Naturopathic physician promotes ‘natural path’ to wellbeing

By Eric Surber

Twenty-seven years ago when Dr. Susan Delaney began her practice, naturopathic medicine was nearly nonexistent in North Carolina. In 1987, local physicians only practiced conventional medicine, wearing bleached lab coats, performing surgeries and writing prescriptions in sterile, fluorescent-lit offices. Delaney’s practice challenged this conception.

Delaney’s office, 301 W. Weaver Street, houses an estimated 500 vials of natural remedies and supplements. Treatment books surround the room, and small bottles contain substances like cuttlefish ink, sulfur and Echinacea, which she uses to treat patients through homeopathic methods—not a lab coat or fluorescent light in site.

However, her career began in conventional medicine.
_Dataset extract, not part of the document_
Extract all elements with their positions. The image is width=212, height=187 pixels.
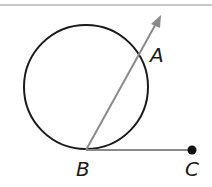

Delaney received her Bachelor’s of nursing at the University of North Carolina at Chapel Hill, practiced as a burn and trauma nurse in both North and South Carolina and later moved to California where she worked in clinical settings. But she wanted to do something different.

“You know those little white pill containers nurses hand to patients?” Delaney said, describing what piqued her interest in natural medicine. “I just had the sense handing those to people, and realizing that this wasn’t really going to help them on a deeper level—that we were just addressing the symptoms and not really what was going on at the bigger mental, emotional and physical level.”

Delaney then began studying naturopathic medicine in California, but state laws prevented her from doing clinical training. She finished her degree at the National College of Naturopathic Medicine in Portland, Ore., which is one of only five accredited schools in naturopathic medicine in the United States.

Delaney said the first two years in naturopathic school resemble conventional medical school where students study anatomy, physiology, biochemistry and dissect cadavers. After the general science courses, students focus on different systems of natural medicine; she chose homeopathy.

“Homeopathy has this system thought that there’s a vital force within each of us, and the job is to stimulate the body’s own healing mechanism,” Delaney said. “In western medicine we call this homeostasis.”

Her approach to medicine is also holistic. Delaney said she analyzes all the forces in a patient’s life—from their diet and exercise habits, to their emotional wellbeing—to treat and diagnose disease.

This holistic approach is also entering conventional medicine. Integrative medicine combines treatments and philosophies from both conventional and alternative systems to promote wellbeing. UNC-CH and Duke University now have departments of integrative medicine at their respective medical schools.

Dr. Adam Perlman, the executive director of integrative medicine at Duke University, described the holistic approach saying, “Holistic medicine isn’t about just getting blood pressure to a certain range, but there are all kinds of factors that impact one’s health. Stress, whether or not they exercise, whether or not nutrition is appropriate and healthy, even things like relationships. All of these go into wellbeing.”

Delaney lectures medical students at the UNC-CH Department of Integrative medicine about naturopathy. There’s evidence she said that conventional medicine is opening up to alternative approaches.

“Now medical doctors are more willing to accept what I do, and they refer me patients and I refer them.” Delaney said. “It’s really changed.”

But the legality of naturopathy in North Carolina is still unclear. Delaney said that most medical doctors consider any non-licensed practitioner’s recommending vitamin C or Echinacea for the common cold to be practicing without a license. Courts of law, however, have only prosecuted when a person without a medical license administers prescription drugs or performs surgery.

Susan Gaylord, program director at UNC’s department of integrative medicine, said she hopes that naturopathy will be the next field of alternative medicine to receive licensure from the North Carolina Legislature. She coined the word “a-legal” to describe fields of alternative medicine that aren’t officially recognized by the state.

Delaney has spent much of her career working to establish professional standards and get licensure for naturopaths in North Carolina. The state has licensure programs for other alternative medicine practitioners like message therapists, chiropractors, and most recently in 1994, the General Assembly granted licensure for acupuncturists. In 2009, The North Carolina Association of Naturopathic Physicians, Delaney is currently treasurer, promoted a bill to change naturopathy’s status from “a-legal.”

“She’s an amazing person,” Gaylord said, describing Delaney. “She’s a real leader in the field of naturopathy, and she’s devoted a lot of her life to licensure.”

Delaney is also devoted to teaching about the naturopathic “path” to healthy living.

“What I’m trying to do is remove obstacles to a cure and stimulate the body’s own healing mechanism.” Delaney said. “What I have to do is educate; doctor actually means teacher. I’m trying to get people to take personal responsibility for their health.”